More insidiously, Dangote argues, the structure of Chinese loans frequently includes step-in rights — clauses that allow Chinese lenders to take over the operation of a project if the borrowing government falls behind on payments. In practice, this has meant that Chinese firms end up operating strategic infrastructure — ports, railways, toll roads — not just financing them. Once inside the asset, extracting them has proven extraordinarily difficult.

The Refinery Lesson

Dangote speaks from direct experience. His own 650,000-barrel-per-day Dangote Oil Refinery in Nigeria — the largest single-train refinery in Africa — was conceived partly as a statement of energy sovereignty, a project designed to end Nigeria dependence on imported refined petroleum products. It has since run into a complex web of currency access challenges, logistics bottlenecks, and regulatory headwinds that Dangote has attributed in part to the difficulty of operating outside a global financing ecosystem in which Chinese institutions have built deep relationships with the state-owned enterprises that serve as counterparties.

When the debate over where East Africa refinery should be sited — his preferred Mombasa location versus a competing proposal backed by the Kenyan government that would site it in Tanga, Tanzania — flared into public view in recent weeks, Dangote did not hold back. His argument was not merely commercial but geopolitical: the choice of port would determine which corridor of influence the facility served for the next three decades.

The Extent of the Challenge

African governments collectively owe Chinese state-backed lenders an estimated 170 billion dollars, according to data compiled by the Carnegie Endowment for International Peace. The loans are concentrated in a small number of countries — Angola, Ethiopia, Kenya, and Zambia account for the largest shares — and are overwhelmingly tied to infrastructure projects. The combination of high interest rates on dollar-denominated debt, declining commodity prices for many African exporters, and the strong dollar has created a servicing burden that is consuming an increasing share of government revenues.

Zambia, which completed a debt restructuring process in 2023, emerged with Chinese creditors taking a haircut of around 30 percent — less generous than the relief it secured from Western bondholders. Ethiopia experience negotiating with Chinese lenders during its 2023 programme with the IMF was marked by what debt analysts describe as a deliberate strategy by Chinese institutions to extract information about the country negotiating position before any formal restructuring had been agreed. Both cases have reinforced Dangote core argument: African governments need to understand what they are signing before they sign it.

The Path Forward

Dangote has not called for an end to Chinese financing — he is too pragmatic a businessman for that — but he has argued forcefully for a different approach to how African governments engage with it.

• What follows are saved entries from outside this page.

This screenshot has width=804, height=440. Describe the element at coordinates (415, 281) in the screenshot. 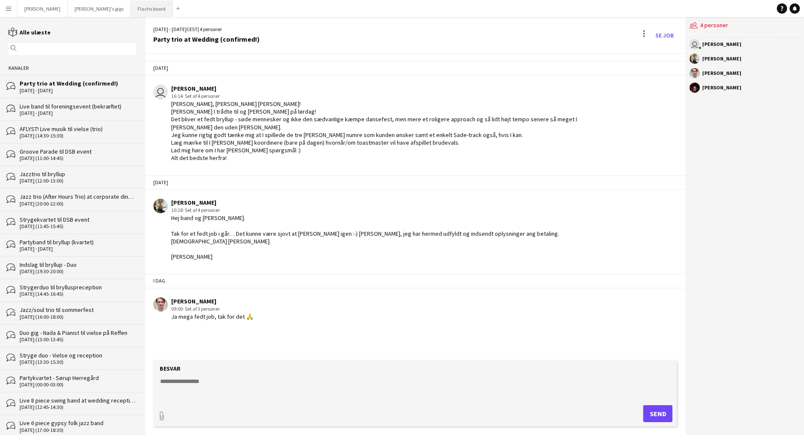

I see `div: I dag` at that location.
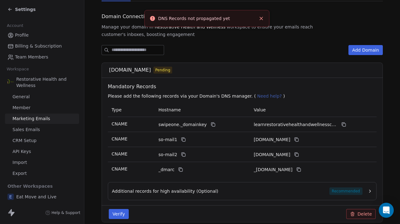  I want to click on div: DNS Records not propagated yet, so click(207, 18).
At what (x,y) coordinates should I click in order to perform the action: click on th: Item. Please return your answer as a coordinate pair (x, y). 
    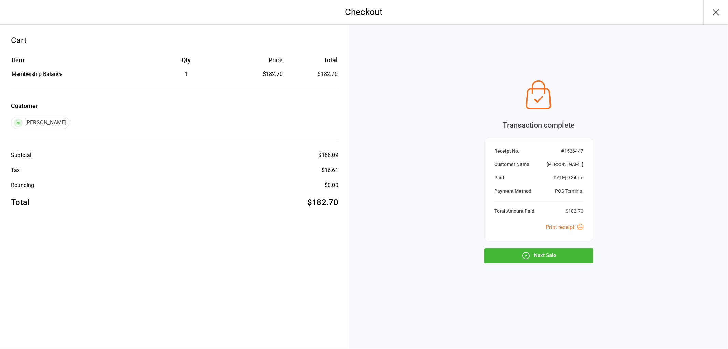
    Looking at the image, I should click on (79, 62).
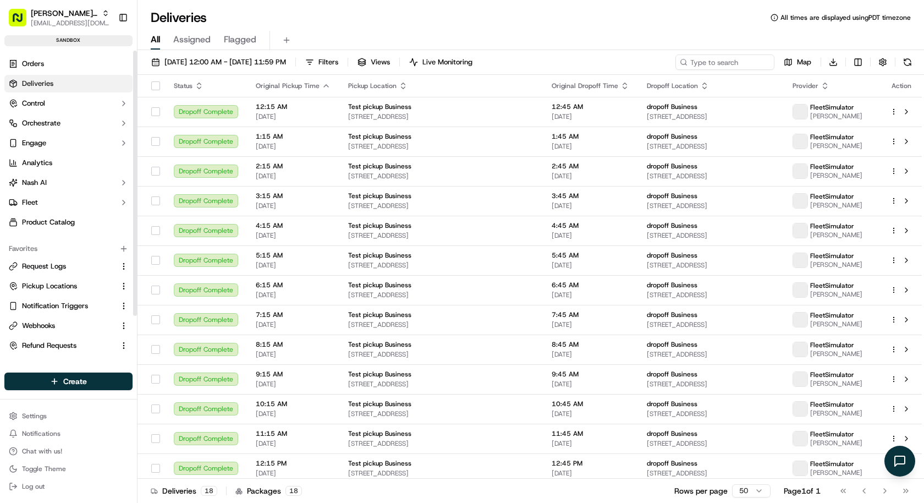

Read every clause. Hire independent counsel. Understand what happens in the worst case, he said in the interview. Credit is a tool. It can build your country or it can own it. The difference lies in who understands the agreement better.

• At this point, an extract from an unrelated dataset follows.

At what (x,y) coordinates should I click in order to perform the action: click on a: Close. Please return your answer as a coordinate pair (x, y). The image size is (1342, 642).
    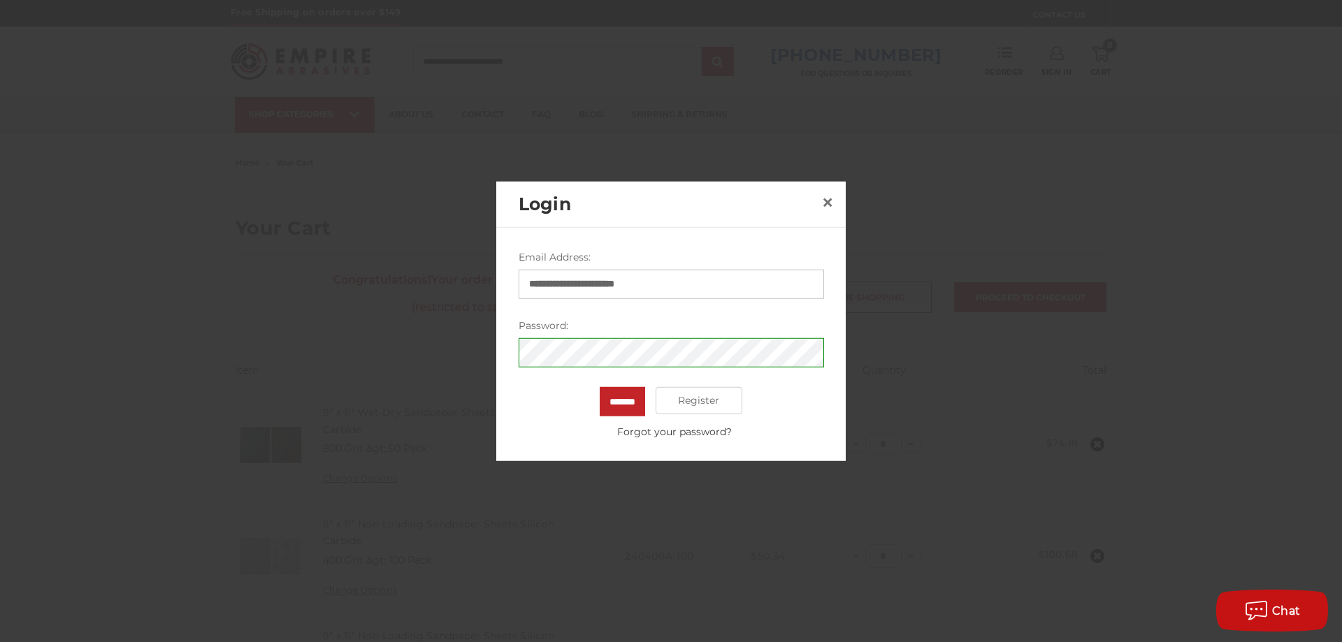
    Looking at the image, I should click on (827, 203).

He has also called for a strengthening of African national development banks as an alternative financing anchor, arguing that domestic and continent-based financial institutions are better placed than external lenders to provide patient capital that aligns with long-term development goals rather than short-term political ones. The African Development Bank, under its current leadership, has been expanding its lending programmes — but Dangote argues the scale is still far below what the continent needs to create genuine counterweight to the credit architecture China has built over the past two decades.

Whether African governments are paying attention to his warnings remains to be seen. The temptation of large-scale, fast-disbursing credit for infrastructure is considerable, particularly for governments facing popular pressure to deliver visible results quickly. Dangote intervention may be most valuable as a warning about what is lost when the deal is signed rather than what is gained when the project is built.